Each example shows the user query, Kira's response, pipeline activity, and the tools used. Click any example to expand the full answer.
Pipeline activity
search_knowledge_base — Searched 'BPD bipolar differential diagnosis'
8 relevant chunks retrieved
compare_conditions — Built structured comparison
7-dimension comparison table generated
suggest_screeners — Identified relevant instruments
MDQ, SCID-II, MSI-BPD suggested
| Dimension | BPD | Bipolar Disorder |
|---|---|---|
| Mood shifts | Reactive, hours–days, interpersonally triggered | Autonomous, weeks–months, with distinct phases |
| Sleep | Insomnia from emotional distress | Genuinely decreased need (feels rested) |
| Identity | Chronic instability, emptiness | Relatively stable between episodes |
| Relationships | Intense, idealization-devaluation | Disrupted mainly during episodes |
| Self-harm | Chronic, regulatory function | Episodic, linked to depression |
| Onset pattern | Adolescence, stable course | Episodic with remission periods |
| Treatment | DBT, schema therapy | Mood stabilizers, lithium |
Kira's response
The distinction between borderline personality disorder (BPD) and bipolar disorder is one of the most clinically challenging differentials in psychiatry, partly because comorbidity rates run as high as 20%.
Mood instability pattern is the most reliable distinguishing feature. BPD mood shifts are reactive — triggered by interpersonal events, lasting hours to days, and revolving around abandonment, rejection, or perceived slights. Bipolar mood episodes are more autonomous, lasting weeks to months, with distinct manic/hypomanic phases that include decreased need for sleep, grandiosity, and pressured speech.
Identity disturbance is core to BPD but not characteristic of bipolar disorder. People with BPD describe chronic emptiness, shifting self-image, and unstable goals. In bipolar disorder, identity remains relatively stable between episodes.
Interpersonal patterns differ markedly. BPD involves intense, unstable relationships with idealization-devaluation cycling. Bipolar disorder doesn't typically produce this relational pattern outside of acute episodes.
Sleep architecture provides a useful biological marker. Bipolar mania involves genuinely decreased need for sleep (feeling rested after 3-4 hours). BPD may involve insomnia driven by emotional distress, but without the energized quality of mania.
Self-harm context also differs. In BPD, self-harm is often chronic, repetitive, and used for emotion regulation. In bipolar disorder, self-harm is more episodic and linked to depressive phases.
Every answer follows the same 8-stage pipeline.
No hallucination shortcuts. Each query triggers synonym expansion, dual-path hybrid search, cross-encoder reranking, agentic tool selection, and constitutional safety — all measured with bootstrap confidence intervals.
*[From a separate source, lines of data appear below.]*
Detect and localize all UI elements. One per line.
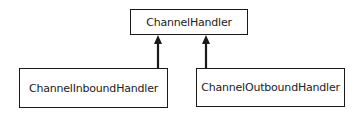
node-label: ChannelHandler (146, 16, 232, 29)
channel-outbound-handler-node: ChannelOutboundHandler (196, 68, 345, 107)
edge-outbound-to-handler (202, 35, 210, 68)
node-label: ChannelOutboundHandler (201, 81, 340, 94)
arrowhead-icon (154, 35, 162, 44)
channel-inbound-handler-node: ChannelInboundHandler (19, 68, 168, 108)
edge-inbound-to-handler (154, 35, 162, 68)
channel-handler-node: ChannelHandler (130, 9, 248, 35)
arrowhead-icon (202, 35, 210, 44)
node-label: ChannelInboundHandler (29, 82, 158, 95)
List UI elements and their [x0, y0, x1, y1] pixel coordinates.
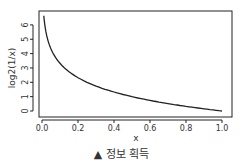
y-tick-label: 4: [21, 51, 30, 56]
x-tick-label: 0.0: [36, 124, 49, 133]
x-tick-label: 0.2: [72, 124, 85, 133]
y-tick-label: 5: [21, 37, 30, 42]
y-tick-label: 0: [21, 108, 30, 113]
y-tick-label: 3: [21, 65, 30, 70]
y-tick-label: 2: [21, 80, 30, 85]
x-tick-label: 0.6: [144, 124, 157, 133]
y-axis: 0123456: [21, 22, 33, 113]
x-axis-label: x: [133, 133, 139, 143]
y-tick-label: 6: [21, 22, 30, 27]
plot-frame: [39, 11, 232, 117]
y-tick-label: 1: [21, 94, 30, 99]
x-axis: 0.00.20.40.60.81.0: [36, 120, 229, 133]
y-axis-label: log2(1/x): [7, 48, 17, 89]
figure-caption: ▲ 정보 획득: [0, 145, 243, 161]
x-tick-label: 1.0: [216, 124, 229, 133]
line-chart: 0123456 0.00.20.40.60.81.0 x log2(1/x): [0, 0, 243, 145]
series-line: [44, 16, 222, 111]
x-tick-label: 0.8: [180, 124, 193, 133]
x-tick-label: 0.4: [108, 124, 121, 133]
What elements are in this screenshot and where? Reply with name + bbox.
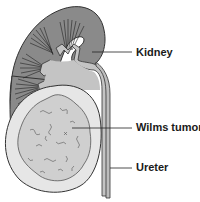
kidney-label: Kidney: [136, 47, 173, 58]
ureter-label: Ureter: [136, 162, 168, 173]
kidney-diagram: [0, 0, 200, 202]
wilms-tumor-label: Wilms tumor: [136, 122, 200, 133]
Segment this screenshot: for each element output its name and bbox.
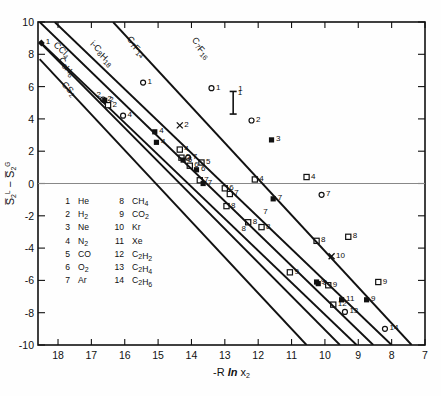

Full architecture breakdownQuery classification
Route greetings, safety, clinical
Synonym expansion
80+ clinical mappings
Hybrid search
60% vector + 40% BM25
Cross-encoder rerank
20 candidates → 8 results
Agentic tool loop
Up to 3 rounds, 4 tools
LLM generation
70B parameter model
Constitutional safety
Output guard + scope check
SSE streaming
Sources + follow-ups
Ask Kira something hard.
Differential diagnosis, pharmacology comparisons, screener interpretation, comorbidity patterns — the harder the question, the more the pipeline shines.